E-filing. One Legal is the predominant e-filing provider in SCSC. The court has structured e-filing protocols and specific document-formatting requirements.

~50,000SCSC civil filings per year (recent average)
CCP §2019.210Trade-secret identification gate
Complex CivilLitigation Department active

Limited-scope is the modern alternative to a Silicon Valley litigation retainer.

Bay Area litigation retainers routinely run $20,000 to $50,000 on engagement. For people with organized matters who do not need a full retainer, limited-scope is the right model.
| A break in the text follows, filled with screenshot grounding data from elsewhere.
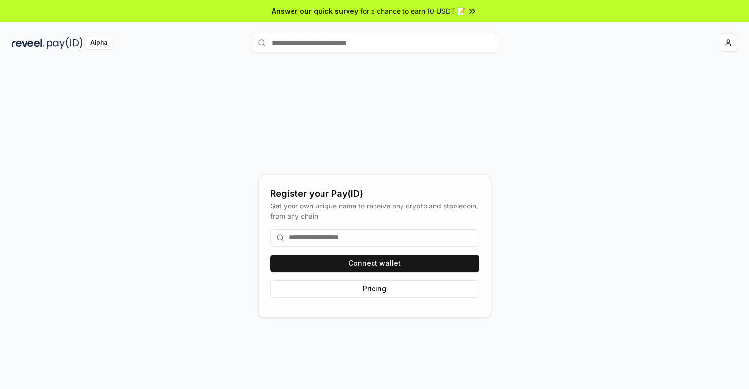 The image size is (749, 389). What do you see at coordinates (65, 43) in the screenshot?
I see `img: pay_id` at bounding box center [65, 43].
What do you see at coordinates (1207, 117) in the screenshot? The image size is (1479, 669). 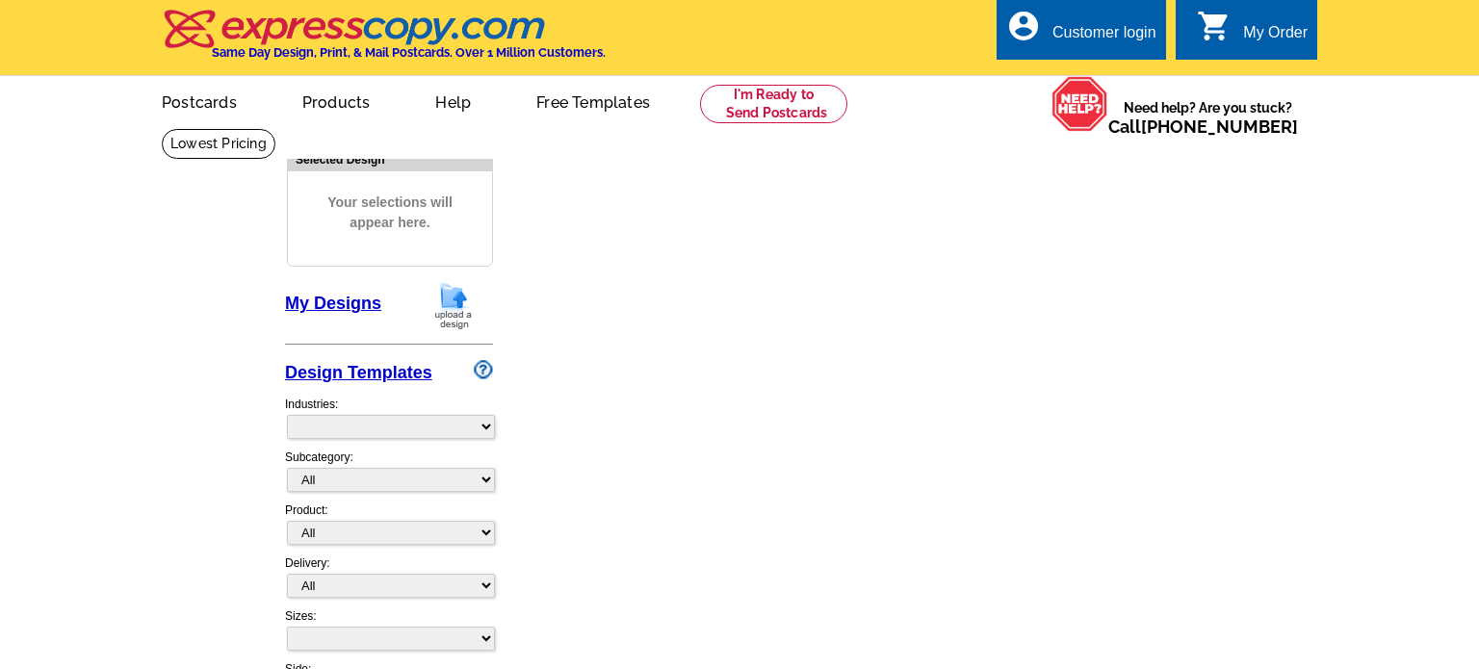 I see `span: Need help? Are you stuck?` at bounding box center [1207, 117].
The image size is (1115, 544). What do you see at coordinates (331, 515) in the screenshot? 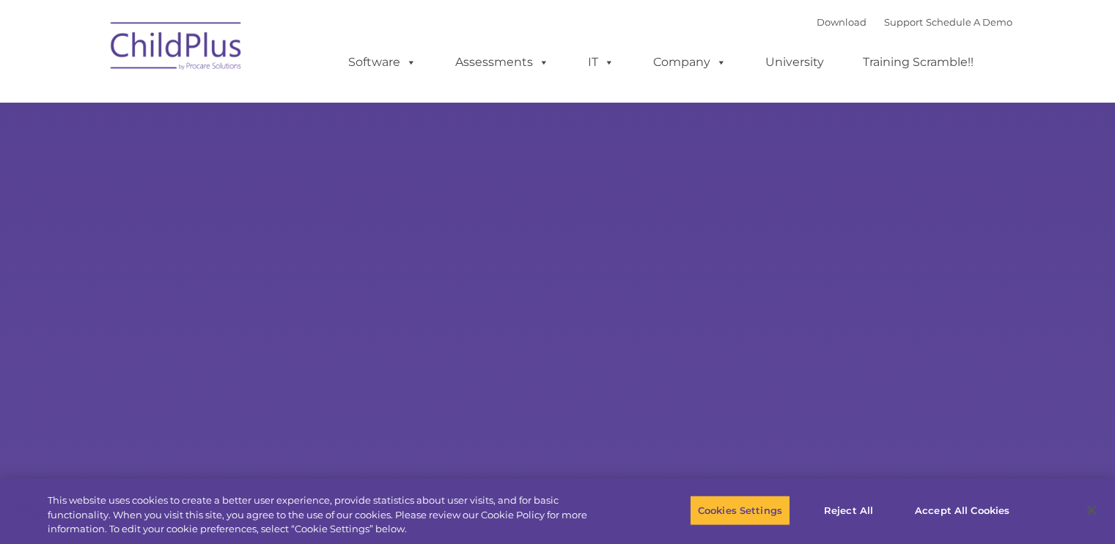
I see `div: This website uses cookies to create a better user experience, provide statistics about user visit...` at bounding box center [331, 515].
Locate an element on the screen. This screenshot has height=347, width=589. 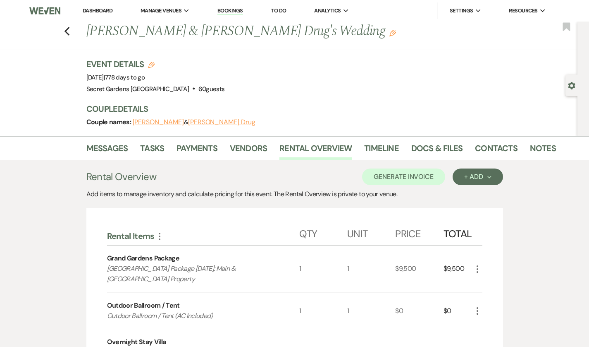
a: Contacts is located at coordinates (496, 151).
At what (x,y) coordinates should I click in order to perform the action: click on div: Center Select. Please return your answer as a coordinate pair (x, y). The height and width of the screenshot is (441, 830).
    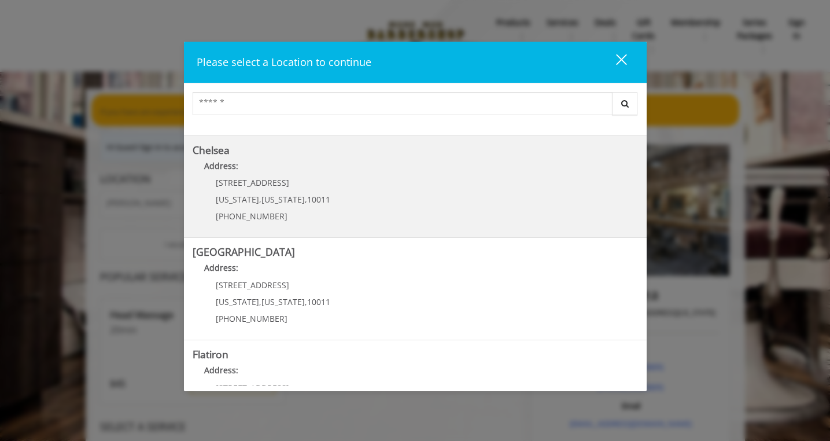
    Looking at the image, I should click on (416, 106).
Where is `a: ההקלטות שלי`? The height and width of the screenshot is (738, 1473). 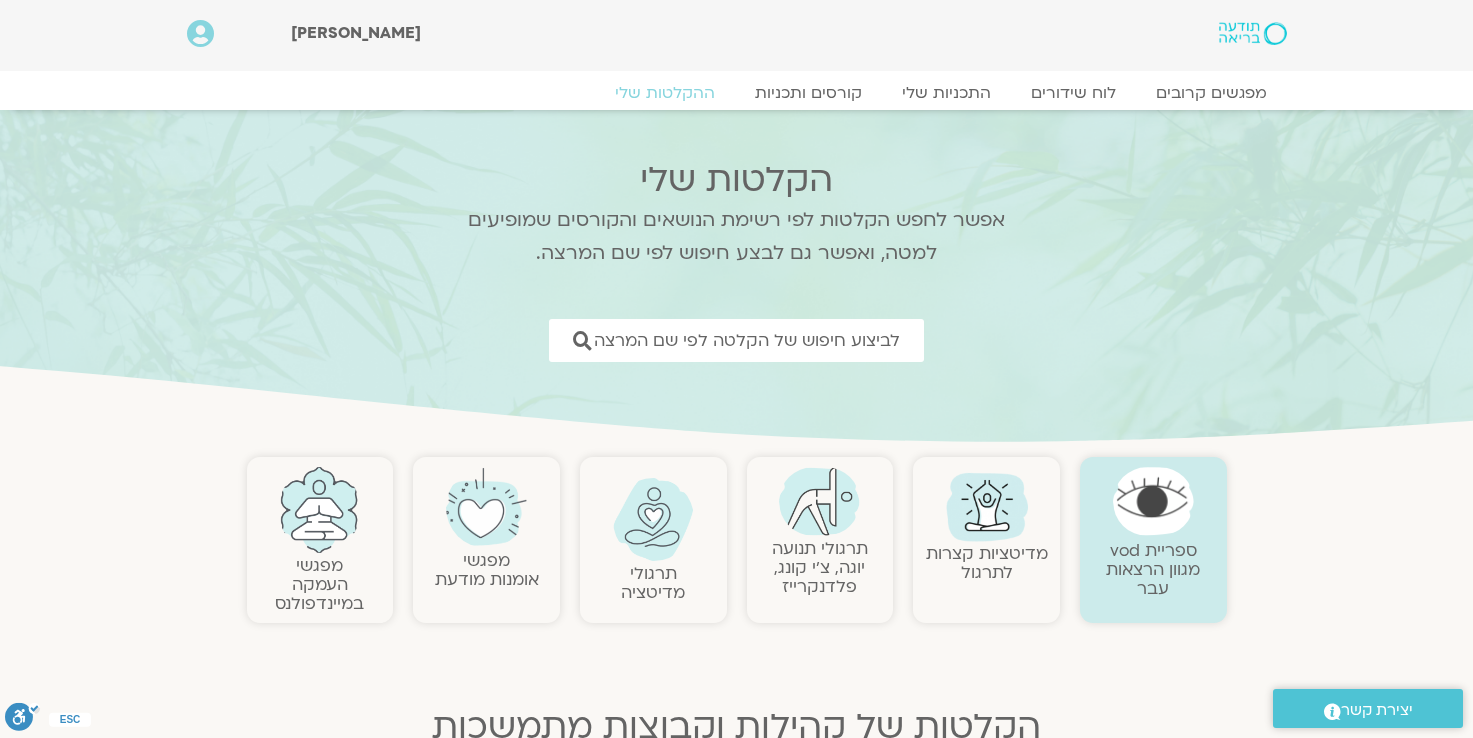
a: ההקלטות שלי is located at coordinates (665, 93).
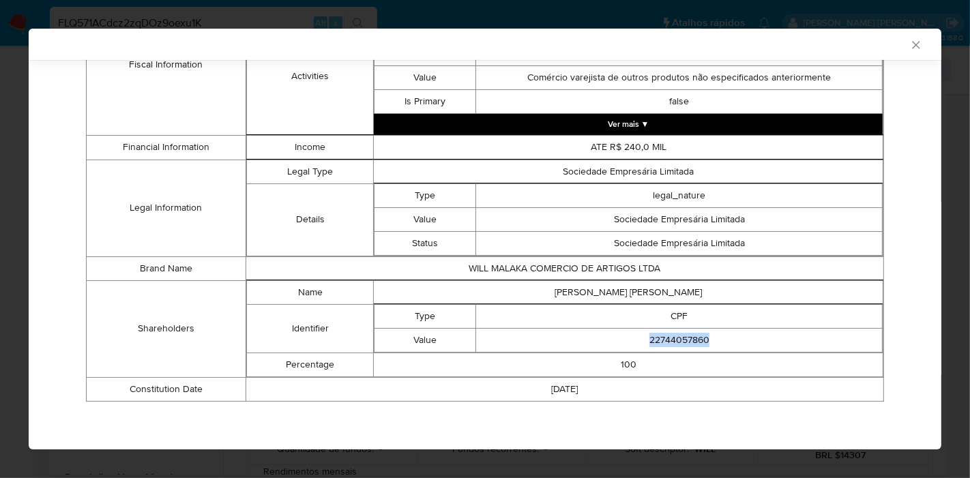  Describe the element at coordinates (628, 124) in the screenshot. I see `button: Expand array` at that location.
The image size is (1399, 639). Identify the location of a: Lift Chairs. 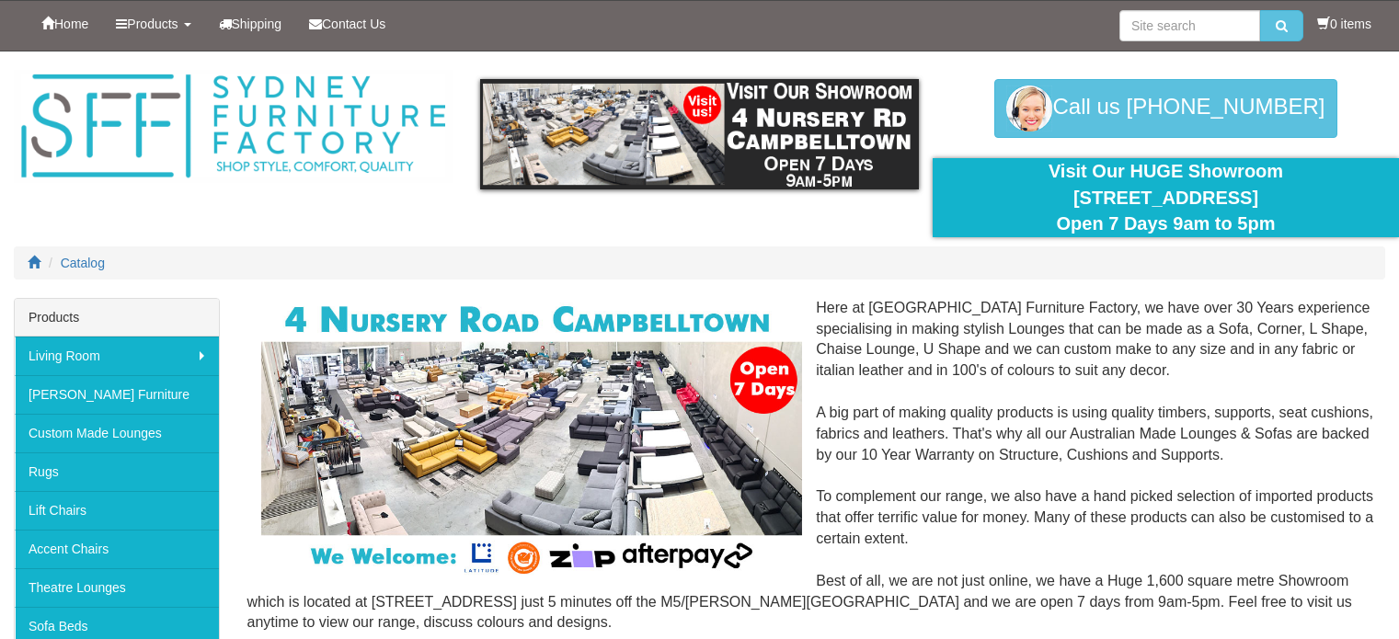
(117, 510).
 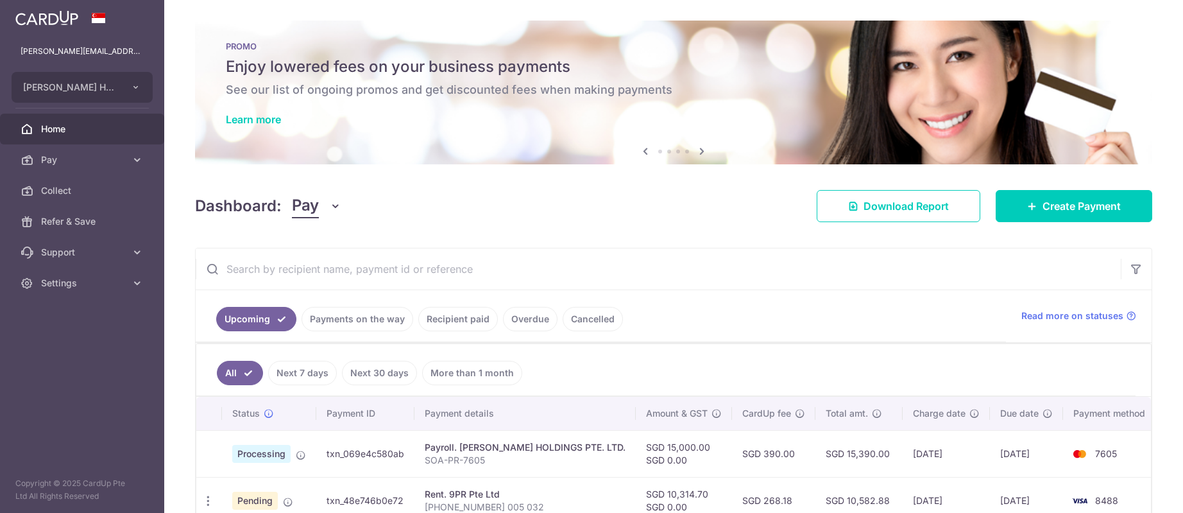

Examples I have done for Santa Clara-based clients:

  • Reviewed a SaaS distribution contract dispute and drafted a demand letter on attorney letterhead.
  • Reviewed founder vesting and repurchase provisions and prepared a strategy memo before suit.
  • Drafted an NDA enforcement demand letter for a departing-employee matter with potential CUTSA exposure.
  • Reviewed a CUTSA §2019.210 trade-secret identification statement and produced redlines before filing.
  • Coached a startup founder through a stockholder-agreement enforcement motion in SCSC.
Cost estimator

What will your Santa Clara matter actually cost?

Tell me what you need.

Estimated total fee
$2,160
Range: $1,440 to $2,880
Base estimate9.0 hrs at $240
Recommended packageHourly scope

Estimate only.

How it works

Four steps.

1

Intake

Send the intake form. I respond within one business day.

2

Written scope

Signed scope agreement.

3

Deliverable

Work product within the agreed timeline.

4

Close-out

Scope ends. New scope for new work.

Pricing

Three common ways to work together in Silicon Valley.

Hourly limited-scope
$240/hr
0.1-hour increments
  • SaaS / licensing / NDA contract review
  • Founder governing-document review
  • CCP §2019.210 trade-secret identification review
  • Coaching calls before SCSC hearings
  • Strategy memos for founder and equity disputes
  • No minimum block
Request this package
Demand + draft lawsuit
$1,200
For matters $25K and up
  • Everything in the $575 demand letter package
  • Plus a court-ready draft complaint or arbitration demand
  • SCSC e-filing-ready in CRC 28-line format
  • Civil case cover sheet and summons prepared
  • Strong signal that suit is real
  • You file when ready
Request this package
Before you hire any limited-scope attorney

Three things to verify.

1. Written scope agreement

Signed engagement letter listing deliverable, fee, your responsibilities, and exclusions.

2. Fixed-fee vs. hourly clarity

Fixed-fee work needs a defined deliverable.

3. Trade-secret scope discipline

CUTSA matters scale quickly. If your matter involves a trade-secret claim, confirm in writing that the scope is limited to a specific deliverable (identification statement, demand letter, contract review) and does not bleed into open-ended litigation support.

Start an intake

Tell me about your Santa Clara matter.

No phone tag. No "free consultation" pitch.

FAQ

Frequently asked questions about Silicon Valley limited-scope matters.

Legal notice. This page describes legal services offered by Sergei Tokmakov, Esq., a California-licensed attorney (CA Bar No. 279869). Content on this page is for informational purposes only and does not constitute legal advice or create an attorney-client relationship. References to SCSC courthouses, the Complex Civil Litigation Department, CCP §2019.210 trade-secret identification practice, CUTSA, DTSA, and Cal. Bus. & Prof. Code §16600 interaction with NDAs reflect general practice in 2025-2026 and may change; verify current law before acting.